LAWS(BOM)-1945-3-13

ALIMOHAMED JUMARDIKHAN Vs. SHANKAR TUKARAM POTE

Decided On March 01, 1945
ALIMOHAMED JUMARDIKHAN Appellant
V/S
SHANKAR TUKARAM POTE Respondents

JUDGEMENT

(1.) THIS is an appeal against a decision of the Additional Commissioner for Workmen's Compensation. He has awarded Rs. 810 on account of an accident caused to a daily labourer who was travelling in her employer's motor lorry for loading and unloading the lorry with bricks.

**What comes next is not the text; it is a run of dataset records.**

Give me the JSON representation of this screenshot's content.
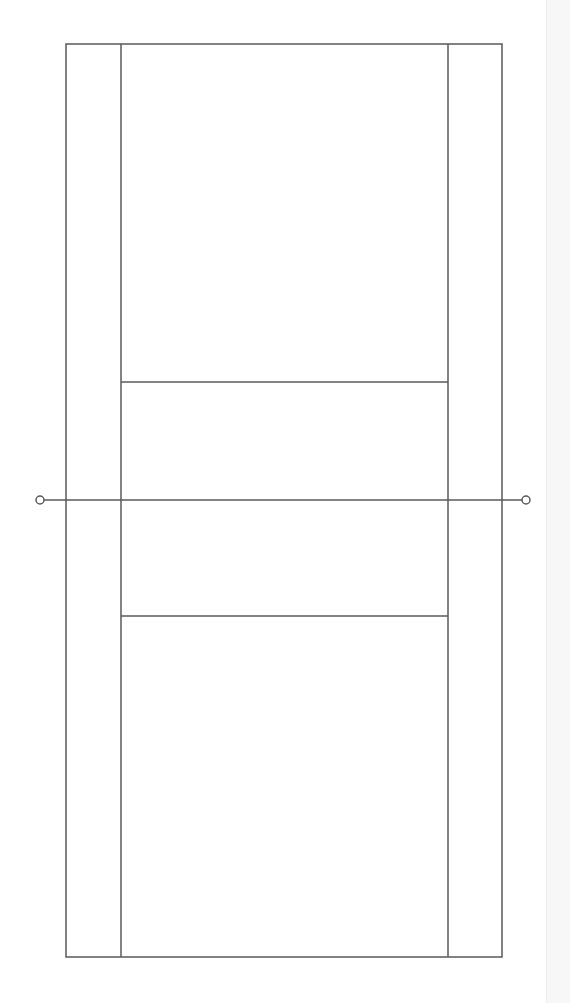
{
  "diagram": {
    "type": "court-diagram",
    "colors": {
      "background": "#ffffff",
      "line": "#5a5a5a",
      "right_strip": "#f7f7f7"
    },
    "court": {
      "outer": {
        "x1": 66,
        "y1": 44,
        "x2": 502,
        "y2": 957
      },
      "side_lines": [
        121,
        448
      ],
      "service_lines": [
        382,
        616
      ],
      "net": {
        "y": 500,
        "x1": 44,
        "x2": 522
      },
      "posts": [
        {
          "cx": 40,
          "cy": 500,
          "r": 4
        },
        {
          "cx": 526,
          "cy": 500,
          "r": 4
        }
      ]
    }
  }
}
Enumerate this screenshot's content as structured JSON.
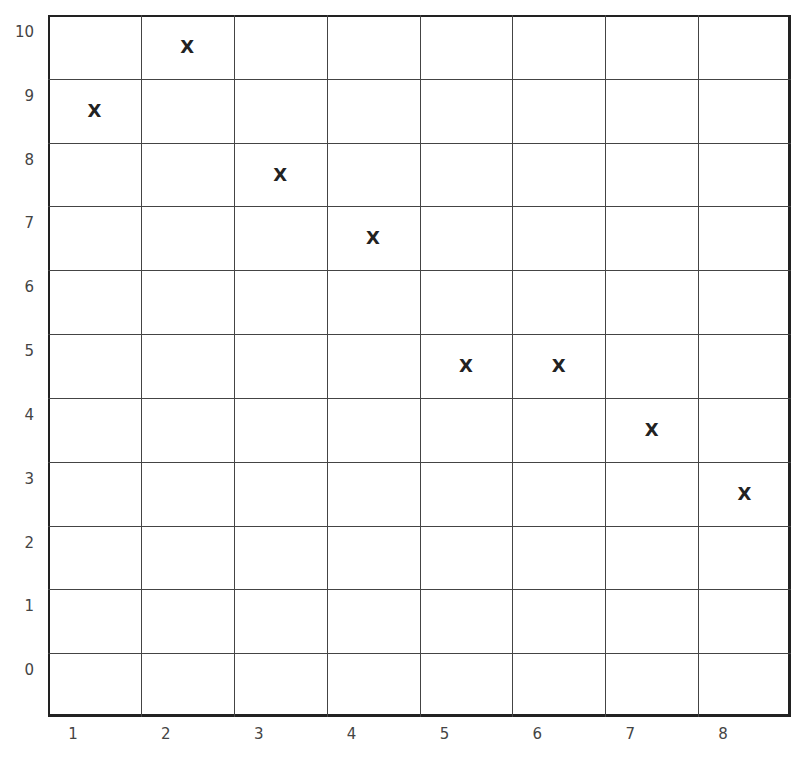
{
  "chart_data": {
    "type": "scatter",
    "title": "",
    "xlabel": "",
    "ylabel": "",
    "marker": "x",
    "x_ticks": [
      "1",
      "2",
      "3",
      "4",
      "5",
      "6",
      "7",
      "8"
    ],
    "y_ticks": [
      "10",
      "9",
      "8",
      "7",
      "6",
      "5",
      "4",
      "3",
      "2",
      "1",
      "0"
    ],
    "grid": true,
    "xlim": [
      1,
      9
    ],
    "ylim": [
      -1,
      10
    ],
    "points": [
      {
        "x": 1,
        "y": 8.5
      },
      {
        "x": 2,
        "y": 9.5
      },
      {
        "x": 3,
        "y": 7.5
      },
      {
        "x": 4,
        "y": 6.5
      },
      {
        "x": 5,
        "y": 4.5
      },
      {
        "x": 6,
        "y": 4.5
      },
      {
        "x": 7,
        "y": 3.5
      },
      {
        "x": 8,
        "y": 2.5
      }
    ]
  },
  "marker_glyph": "X"
}
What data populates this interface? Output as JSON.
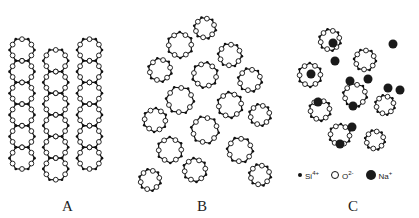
{
  "diagram": {
    "panels": [
      {
        "id": "A",
        "label": "A",
        "description": "ordered crystalline silica network"
      },
      {
        "id": "B",
        "label": "B",
        "description": "random silica glass network"
      },
      {
        "id": "C",
        "label": "C",
        "description": "sodium silicate glass network with Na+ modifiers"
      }
    ],
    "legend": {
      "si": {
        "label": "Si",
        "charge": "4+"
      },
      "o": {
        "label": "O",
        "charge": "2-"
      },
      "na": {
        "label": "Na",
        "charge": "+"
      }
    },
    "colors": {
      "line": "#111111",
      "background": "#ffffff",
      "na_fill": "#1a1a1a"
    }
  }
}
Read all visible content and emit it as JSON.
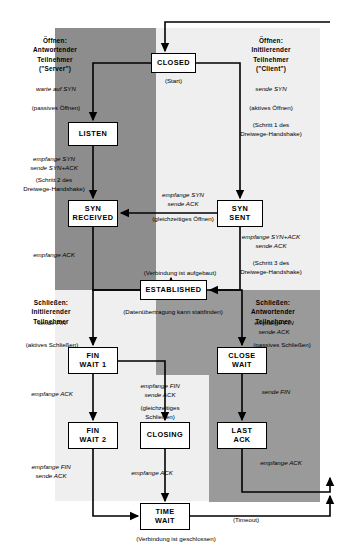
{
  "diagram": {
    "language": "de",
    "type": "state-machine"
  },
  "regions": {
    "open_server": {
      "label": "Öffnen:\nAntwortender\nTeilnehmer\n(\"Server\")",
      "color": "#8d8d8d"
    },
    "open_client": {
      "label": "Öffnen:\nInitiierender\nTeilnehmer\n(\"Client\")",
      "color": "#efefef"
    },
    "close_initiator": {
      "label": "Schließen:\nInitiierender\nTeilnehmer",
      "color": "#efefef"
    },
    "close_responder": {
      "label": "Schließen:\nAntwortender\nTeilnehmer",
      "color": "#9a9a9a"
    }
  },
  "states": {
    "closed": "CLOSED",
    "listen": "LISTEN",
    "syn_received": "SYN\nRECEIVED",
    "syn_sent": "SYN\nSENT",
    "established": "ESTABLISHED",
    "fin_wait_1": "FIN\nWAIT 1",
    "close_wait": "CLOSE\nWAIT",
    "fin_wait_2": "FIN\nWAIT 2",
    "closing": "CLOSING",
    "last_ack": "LAST\nACK",
    "time_wait": "TIME\nWAIT"
  },
  "transitions": {
    "start": "(Start)",
    "warte_auf_syn": "warte auf SYN",
    "passives_oeffnen": "(passives Öffnen)",
    "empfange_syn_sende_synack": "empfange SYN\nsende SYN+ACK",
    "schritt2": "(Schritt 2 des\nDreiwege-Handshake)",
    "empfange_ack_left": "empfange ACK",
    "sende_syn": "sende SYN",
    "aktives_oeffnen": "(aktives Öffnen)",
    "schritt1": "(Schritt 1 des\nDreiwege-Handshake)",
    "empfange_syn_sende_ack": "empfange SYN\nsende ACK",
    "gleichzeitiges_oeffnen": "(gleichzeitiges Öffnen)",
    "empfange_synack_sende_ack": "empfange SYN+ACK\nsende ACK",
    "schritt3": "(Schritt 3 des\nDreiwege-Handshake)",
    "verbindung_aufgebaut": "(Verbindung ist aufgebaut)",
    "datenuebertragung": "(Datenübertragung kann stattfinden)",
    "sende_fin": "sende FIN",
    "aktives_schliessen": "(aktives Schließen)",
    "empfange_ack_2": "empfange ACK",
    "empfange_fin_sende_ack": "empfange FIN\nsende ACK",
    "gleichzeitiges_schliessen": "(gleichzeitiges\nSchließen)",
    "empfange_fin_sende_ack_2": "empfange FIN\nsende ACK",
    "empfange_ack_3": "empfange ACK",
    "empfange_fin_sende_ack_resp": "empfange FIN\nsende ACK",
    "passives_schliessen": "(passives Schließen)",
    "sende_fin_resp": "sende FIN",
    "empfange_ack_resp": "empfange ACK",
    "timeout": "(Timeout)",
    "verbindung_geschlossen": "(Verbindung ist geschlossen)"
  }
}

The accident occurred on June 25, 1943, and death took place three days later ; but notice of the accident was not given by the representatives of the injured woman until July 22, and failure to give adequate notice is one of the grounds of this appeal by the employer.

(2.) THIS Court is not entitled to interfere with the findings of fact arrived at by the Commissioner for Workmen's Compensation except on a substantial question of law, and that would of course include a finding of fact which was not based upon evidence; and it has been argued in this appeal that the Commissioner was wrong in his finding that the injured woman was employed by the employer. There is however evidence in that respect, though it is not particularly good evidence. The evidence of the driver of the lorry is that she was engaged on the road by the employer's mukadam, who himself was in the lorry at the time; and though there is the evidence of another occupant of the lorry to the effect that the, employment was by the driver, and though the muster roll (as is not unnatural) does not contain any mention of this woman having been employed that day, there is undoubtedly evidence on which it was possible for the Commissioner to come to his finding, and it is therefore not open to us to interfere. We take it that she was in fact in the employ of her employer at the time of the accident.

(3.) IT is next argued that the deceased was not a workman within the meaning of the Act even on the facts found. "workman" is defined in Section 2 (1) (n), and it includes a person who is employed on monthly wages not exceeding Rs. 300 in any such capacity as is specified in Schedule II. There is the authority of this High Court in Ellerman's City and Hall Lines v. "thomas (1937) 39 Bom. L. R. 1230 to show that monthly wages not exceeding Rs. 300 do not restrict the definition of workman to people who are in fact employed on monthly wages, thereby excluding people on daily wages. An addition was made to Schedule II by Government Notification No.7685, dated March 1, 1038, so as to include persons employed for the purpose of loading 6r unloading any mechanically propelled vehicle or in the handling or transport of goods which have been loaded into any mechanically propelled vehicle. On the authority of a case decided by a bench of this High Court in Parsu v. Bombay Port Trust (1929) 31 Bom. L. R. 1304, it has been argued that the words "employed for the purpose of" and the words "employed in" mean exactly the same thing, so that an accident which occurred while the employee was on the way to work could not be the subject of a claim to compensation, it not having occurred while the employee was employed in the actual work. That case, however, could have been decided more appropriately on a different ground altogether, namely that the person who suffered the accident was at the time of the accident acting altogether outside the scope of his employment and not merely acting in something that was incidental to his employment but was not the actual employment In the present case it could hardly be accepted that the lorry, which as we know was being driven to a brick field for the purpose of picking up bricks, should be expected to wait at the brick field while the person injured walked; and we take it therefore that her travelling to the brick field Was within the scope of her employment. There is a later case of this High Court to which I have already referred, Ellerman's City and Hall Lines v. Thomas, in which a man was drowned after the work had come to an end and was yet held to be a workman within the meaning of the Act. We consider ourselves free to follow the later of these two decisions. In our view the injured woman was not only killed in the course of her employment but was also a workman within the meaning of the Act.